A cavern is defined as a natural underground void or chamber large enough for a person to enter. While various processes can create underground openings, the largest and most abundant caverns are formed through a slow chemical process called dissolution. This involves slightly acidic groundwater dissolving specific rock types over immense stretches of geologic time. The resulting landscapes are known as karst topography, and the caverns formed are called solutional caves. This article focuses on the chemical and physical mechanisms by which groundwater creates these extensive solutional systems.
The Essential Ingredient: Soluble Rock
The creation of a vast cavern system begins with the presence of rock chemically susceptible to dissolution. The most common is limestone, a sedimentary rock primarily composed of the mineral calcite (\(\text{CaCO}_3\)). Other rock types, such as dolomite (calcium magnesium carbonate) and highly soluble gypsum, can also form solutional caves. These carbonate rocks are prevalent across large areas of the continental crust and are vulnerable to even very weak acids.
Limestone is largely impermeable, meaning water cannot easily pass through the solid rock matrix. Groundwater must initially follow existing structural weaknesses within the rock mass. These weaknesses include micro-fissures, bedding planes, and fractures called joints, which are present from the rock’s formation or tectonic stress. These small entry points set the stage for the slow work of the groundwater.
Preparing the Water for Dissolution
The water that carves out underground chambers starts as neutral rainwater, but must transform into a corrosive agent. The initial step occurs when raindrops absorb carbon dioxide (\(\text{CO}_2\)) gas from the atmosphere. This reaction creates a weak solution of carbonic acid (\(\text{H}_2\text{CO}_3\)), giving the rain a slightly acidic \(\text{pH}\).

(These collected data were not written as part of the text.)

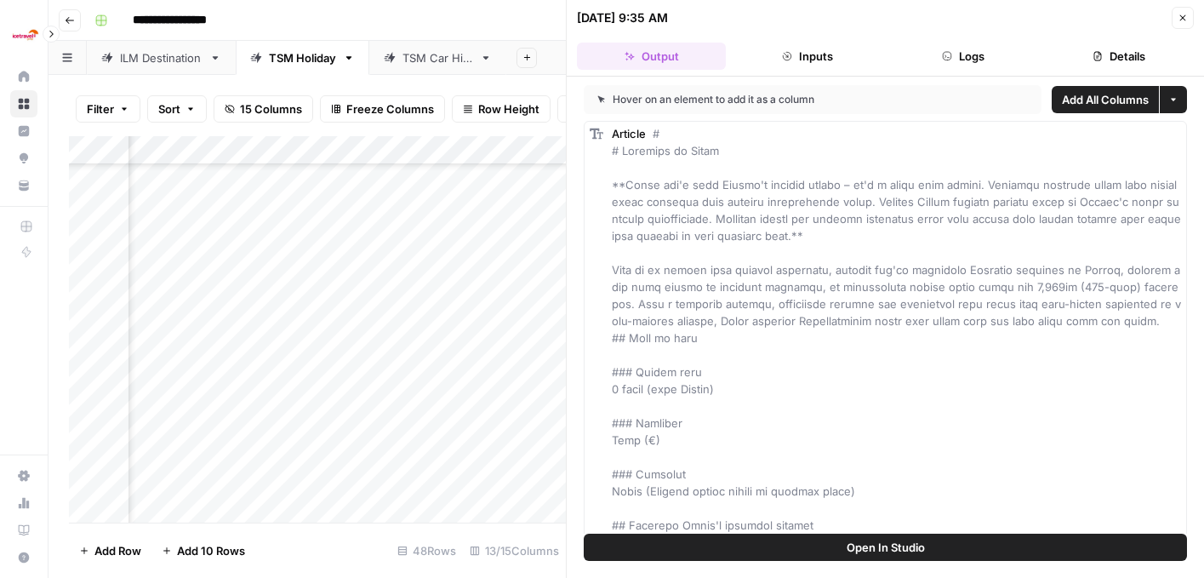 Image resolution: width=1204 pixels, height=578 pixels. Describe the element at coordinates (177, 109) in the screenshot. I see `button: Sort` at that location.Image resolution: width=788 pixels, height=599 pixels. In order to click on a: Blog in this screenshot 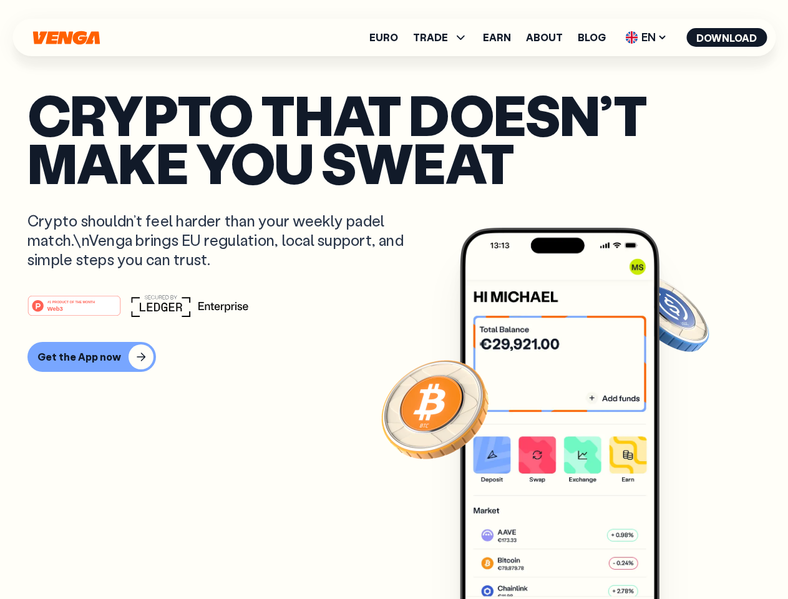, I will do `click(592, 37)`.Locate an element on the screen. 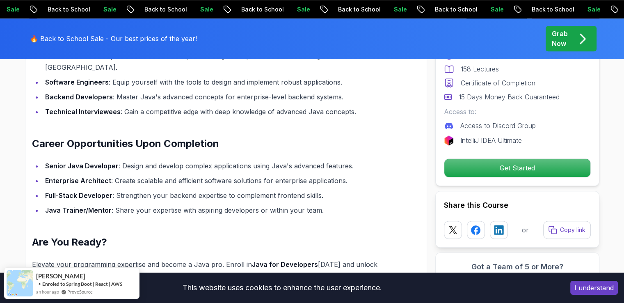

This weak acidity is amplified once the water infiltrates the ground and moves through the soil layer. Decomposition of organic matter and respiration of plant roots release large amounts of \(\text{CO}_2\). The concentration of this \(\text{CO}_2\) in the soil gas can be 20 to 100 times higher than in the atmosphere. The percolating water absorbs this \(\text{CO}_2\), significantly increasing its carbonic acid concentration and corrosive power.
This slightly acidic groundwater then seeps downward, exploiting minute fractures in the underlying rock. The water’s corrosive strength is now sufficient to begin chemical weathering. The soil acts as a crucial chemical factory, concentrating the acid necessary to initiate dissolution.

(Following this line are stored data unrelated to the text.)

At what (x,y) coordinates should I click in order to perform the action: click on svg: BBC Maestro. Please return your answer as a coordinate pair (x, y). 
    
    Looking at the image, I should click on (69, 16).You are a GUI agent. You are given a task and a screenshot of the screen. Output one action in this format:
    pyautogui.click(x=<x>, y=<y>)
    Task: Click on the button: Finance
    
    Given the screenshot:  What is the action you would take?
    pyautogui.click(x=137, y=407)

The Core Chemical Process of Cavern Formation
The carving of the cavern is a chemical reaction that transforms solid rock into a dissolved substance carried away by the water. The carbonic acid (\(\text{H}_2\text{CO}_3\)) in the groundwater reacts with the calcium carbonate (\(\text{CaCO}_3\)) of the limestone. This reaction breaks down the rock, yielding soluble calcium ions (\(\text{Ca}^{2+}\)) and bicarbonate ions (\(\text{HCO}_3^{-}\)). The resulting calcium bicarbonate remains dissolved in the water, effectively removing the rock material without physical erosion.

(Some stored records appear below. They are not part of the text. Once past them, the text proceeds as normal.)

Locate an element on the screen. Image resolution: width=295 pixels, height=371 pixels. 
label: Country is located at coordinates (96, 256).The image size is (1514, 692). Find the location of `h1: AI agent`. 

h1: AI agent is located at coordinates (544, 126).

This dissolution is a slow process, taking tens of thousands to millions of years to enlarge initial cracks into passages large enough for human entry. The water preferentially flows along existing joints and fissures, gradually widening them into conduits.
Initial cavern formation often takes place in the phreatic zone, the region below the water table where the rock is completely saturated. Here, the flow is slower, allowing chemical dissolution to occur over a large surface area. As surface river valleys erode deeper, the water table drops, shifting the saturated phreatic zone downward. The former phreatic passages, now air-filled, become the caverns we explore.
The water that continues to pass through the newly air-filled passages is now in the vadose zone, or the zone of aeration. While dissolution continues here, the flow is more like an underground stream, and the primary work of carving major chambers is often complete. The size and complexity of the system relate directly to the thickness of the soluble rock, the density of initial fractures, and the duration the water table remained stable.
Building the Interior: Secondary Formations
Once the cavern has formed and the water table has dropped, exposing the space to air, a new phase of geological activity begins. Secondary mineral deposits, collectively known as speleothems, decorate the interior and include stalactites and stalagmites. This process is the reverse of the dissolution that created the cavern.
Water still seeps through the overlying rock, carrying dissolved calcium bicarbonate. When this solution reaches the air-filled cave space, it encounters a lower concentration of \(\text{CO}_2\) than it held in the soil. This difference causes the water to “degas,” releasing excess \(\text{CO}_2\) into the cave atmosphere.
The loss of carbon dioxide causes the dissolved calcium bicarbonate to become unstable and precipitate back into solid calcium carbonate. This precipitation occurs in tiny amounts with every drop of water.
Where water drips from the ceiling, the deposit builds downward to form stalactites. When the drops hit the cave floor, they deposit calcium carbonate, building cone-shaped stalagmites that grow upward. If a stalactite and stalagmite meet, they form a solid column. Mineral-rich water flowing across the walls or floor creates broad, layered deposits known as flowstones.